Enterprise e-signature platform

$15/mo

DocuSign is the industry standard for businesses. Multi-party signing, document routing, audit trails, and compliance certifications. If you send documents for others to sign and need tracking, DocuSign is the right tool. But for personal signing, it's expensive overkill.

Pros

  • Multi-party signing with tracking and reminders
  • Legally certified with full audit trails
  • Integrates with 400+ business tools
  • Works on every platform

Cons

  • Starts at $15/month ($180/year) for personal use
  • Requires account and internet connection
  • Documents stored on DocuSign's servers
  • Mobile app feels like a companion, not standalone
Learn more about DocuSign

3. Adobe Fill & Sign

Part of the Adobe ecosystem

Free (basic)

Adobe's signing app comes free with basic features but pushes you toward Acrobat Pro ($19.99/mo) for advanced tools. At 470MB, it's one of the largest apps on the App Store. Decent if you're already in the Adobe ecosystem, but bloated for occasional signing.

Pros

  • Free basic signing
  • Integration with Adobe Document Cloud
  • Well-known brand

Cons

  • 470MB+ app size
  • No Apple Pencil support
  • Collects usage data
  • Tamper-proof export requires Acrobat Pro ($19.99/mo)
Learn more about Adobe Fill & Sign

4. Signeasy

Polished signing with send-to-sign

$6.99/mo

Signeasy has a clean interface and supports both self-signing and sending documents for others to sign. However, it was caught downloading user contacts without permission and has a 100-day cancellation policy. Good features, questionable privacy track record.

Pros

  • Clean, polished interface
  • Send-to-sign with tracking
  • Good template system for repeated documents

Cons

  • Downloaded user contacts without clear permission
  • 100-day advance cancellation notice required
  • Documents uploaded to Signeasy servers
  • Starts at $6.99/month
Learn more about Signeasy

5. Apple Markup

Built into iOS, free

Free

Apple Markup is built into every iPhone — no download needed. Open a PDF, tap the markup icon, sign. It works for basic signing but has real limitations: signatures on multi-page PDFs can disappear, no date/checkbox tools, and signatures aren't flattened (anyone can remove them with a PDF editor).

Pros

  • Free, built into iOS
  • No app to download
  • 100% on-device processing

Cons

  • Known bug: signatures disappear on multi-page PDFs
  • Can't add dates, checkboxes, or stamps
  • Signatures not flattened (can be removed by recipient)
  • No AI field detection
  • No Apple Pencil palm rejection

The verdict

For personal signing on iPhone, eSign PDF offers the best balance of privacy, features, and price. DocuSign is only worth it if you send documents for others to sign. Adobe is bloated, Signeasy has privacy concerns, and Apple Markup breaks on multi-page PDFs. If you sign 1-10 documents a month, eSign PDF at $19.99/year is the clear winner.

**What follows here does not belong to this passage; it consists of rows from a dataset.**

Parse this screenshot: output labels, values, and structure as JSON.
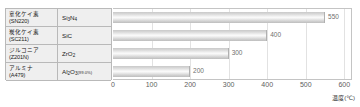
{
  "chart_data": {
    "type": "bar",
    "orientation": "horizontal",
    "title": "",
    "xlabel": "温度(℃)",
    "ylabel": "",
    "xlim": [
      0,
      620
    ],
    "xticks": [
      0,
      100,
      200,
      300,
      400,
      500,
      600
    ],
    "xtick_labels": [
      "0",
      "100",
      "200",
      "300",
      "400",
      "500",
      "600"
    ],
    "grid": true,
    "legend": "none",
    "categories": [
      "Si3N4",
      "SiC",
      "ZrO2",
      "Al2O3"
    ],
    "values": [
      550,
      400,
      300,
      200
    ],
    "value_labels": [
      "550",
      "400",
      "300",
      "200"
    ]
  },
  "table": {
    "rows": [
      {
        "name_line1": "窒化ケイ素",
        "name_line2": "(SN220)",
        "formula_main": "Si",
        "formula_sub1": "3",
        "formula_mid": "N",
        "formula_sub2": "4",
        "formula_suffix": "",
        "value": "550"
      },
      {
        "name_line1": "炭化ケイ素",
        "name_line2": "(SC211)",
        "formula_main": "Si",
        "formula_sub1": "",
        "formula_mid": "C",
        "formula_sub2": "",
        "formula_suffix": "",
        "value": "400"
      },
      {
        "name_line1": "ジルコニア",
        "name_line2": "(Z201N)",
        "formula_main": "Zr",
        "formula_sub1": "",
        "formula_mid": "O",
        "formula_sub2": "2",
        "formula_suffix": "",
        "value": "300"
      },
      {
        "name_line1": "アルミナ",
        "name_line2": "(A479)",
        "formula_main": "Al",
        "formula_sub1": "2",
        "formula_mid": "O",
        "formula_sub2": "3",
        "formula_suffix": "(99.0%)",
        "value": "200"
      }
    ]
  },
  "colors": {
    "bar_light": "#fbfbfb",
    "bar_dark": "#bdbdbd",
    "border": "#b9b9b9",
    "header_bg": "#efefef",
    "grid": "#e2e2e2",
    "text": "#1a1a1a",
    "value_text": "#6f6f6f"
  }
}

Frequently asked questions

Is Apple Markup good enough for signing PDFs?

For signing a single-page document, it works in a pinch. But it can't add dates, breaks on multi-page PDFs, and doesn't flatten signatures (so they can be removed). For anything important, use a dedicated signing app.

Do I need DocuSign as an individual?

Probably not. DocuSign is built for businesses sending documents for others to sign. If you're the one signing (freelancer, renter, parent), eSign PDF or even Signeasy is more appropriate and much cheaper.

Are electronic signatures legally valid?

Yes. Electronic signatures are legally binding under the ESIGN Act (US), eIDAS (EU), and equivalent laws in most countries. All apps on this list produce legally valid signatures.